Opposition parties outraged by the Nkandla controversy will take their unhappiness a step further by voting against President Jacob Zuma being officially re-elected in Parliament when the National Assembly meets for the first time after next Wednesday’s elections.

Speaking a day after the Nkandla ad hoc committee was dissolved by the ANC using its majority, the parties have vowed not to let go of the Nkandla matter when the new parliament convenes, with the IFP promising to write to the new Speaker requesting a new committee and the DA threatening legal action.

The first sitting of Parliament is expected to take place on May 21, when the parties will vote against Zuma after the new members have been sworn in and the Speaker and deputy Speaker have been elected.

The inauguration of the president-elect of the Republic, which will most likely be Zuma, will take place at the Nelson Mandela Amphitheatre at the Union Buildings in Pretoria on May 24, and will be overseen by Chief Justice Mogoeng Mogoeng, who will also preside over the election of the Speaker.

“Of course you can abstain when the election of the president is done or vote for our own (presidential) candidate or for a candidate we agree on.
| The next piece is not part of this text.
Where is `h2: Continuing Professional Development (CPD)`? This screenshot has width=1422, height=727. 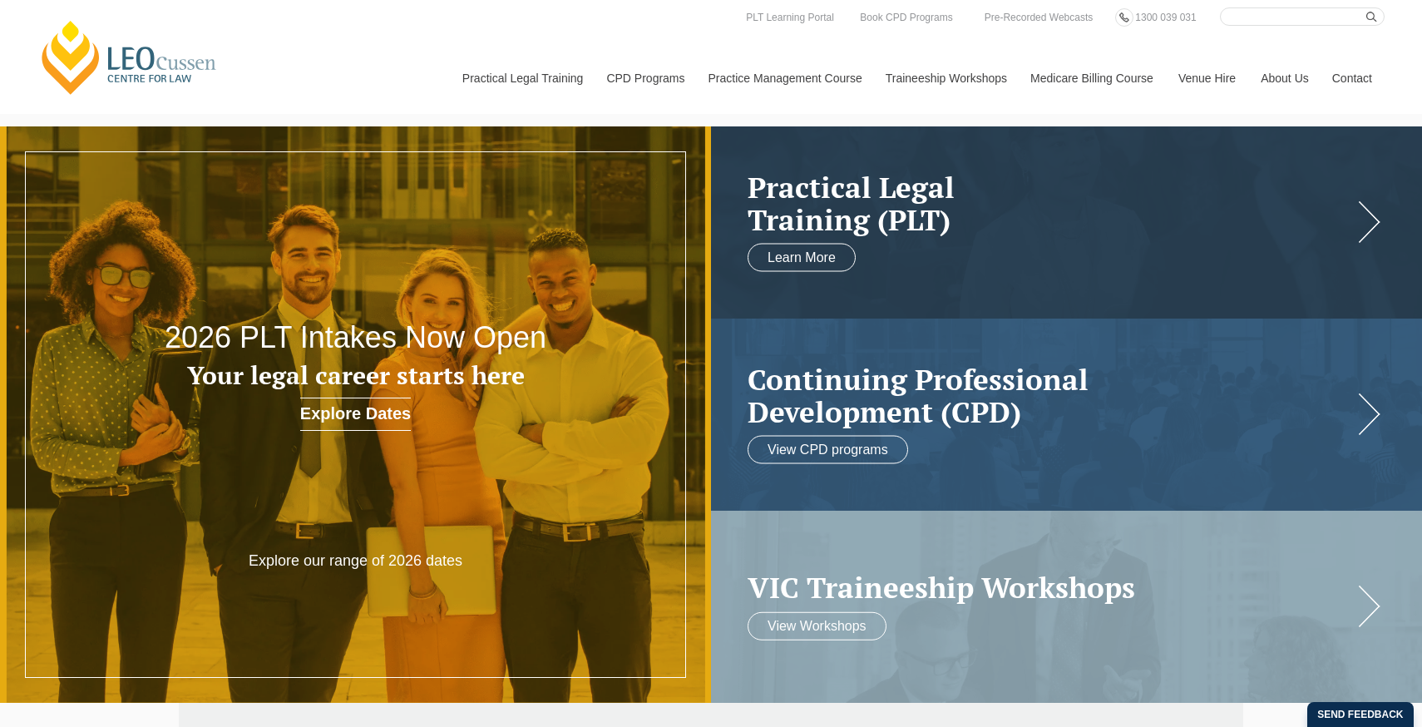 h2: Continuing Professional Development (CPD) is located at coordinates (1049, 395).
We can vote for that and not vote for the ANC. That much we can do.

“If they say we may only vote for the candidate of the ANC, then we can abstain and refuse to vote. Abstaining is also voting,” said Cope President Mosiuoa Lekota.

DA parliamentary leader Lindiwe Mazibuko said after the 2009 elections, her party voted in support of Zuma in Parliament, but this still had to be decided by the party this time.

“We have a convention in the DA because we take the constitution very seriously that at the end of a general election, we usually vote in favour of the majority party’s presidential candidate on the grounds that that presidential candidate was put to the electorate in a general election and the voice of the people has been heard.”

She said the party found itself in different circumstances now because Zuma was not in his first term as president.

“Unlike in 2009 when we did vote in favour of his presidency, we will have a track record on which to judge his work. Unfortunately, I can’t predict for you now what that decision will be because it has to be a decision led by incoming parliamentary membership in consultation with party leader Helen Zille, who is a full member of parliamentary caucus.”

Freedom Front Plus chief whip Corne Mulder said: “The position I would take to and advocate to my party, I think I may convince them obviously, will be that there is no way we will ever support or vote for Zuma to become the next president – no way.”

He said “hopefully” there would be another candidate the party could support.

IFP MP and treasurer-general Narend Singh said the Nkandla matter must be taken up by the new parliament to ensure that “nothing is brushed under the carpet on carefully engineered time frames”.

“On behalf of all South Africans, the IFP will not let go of this issue,” he said.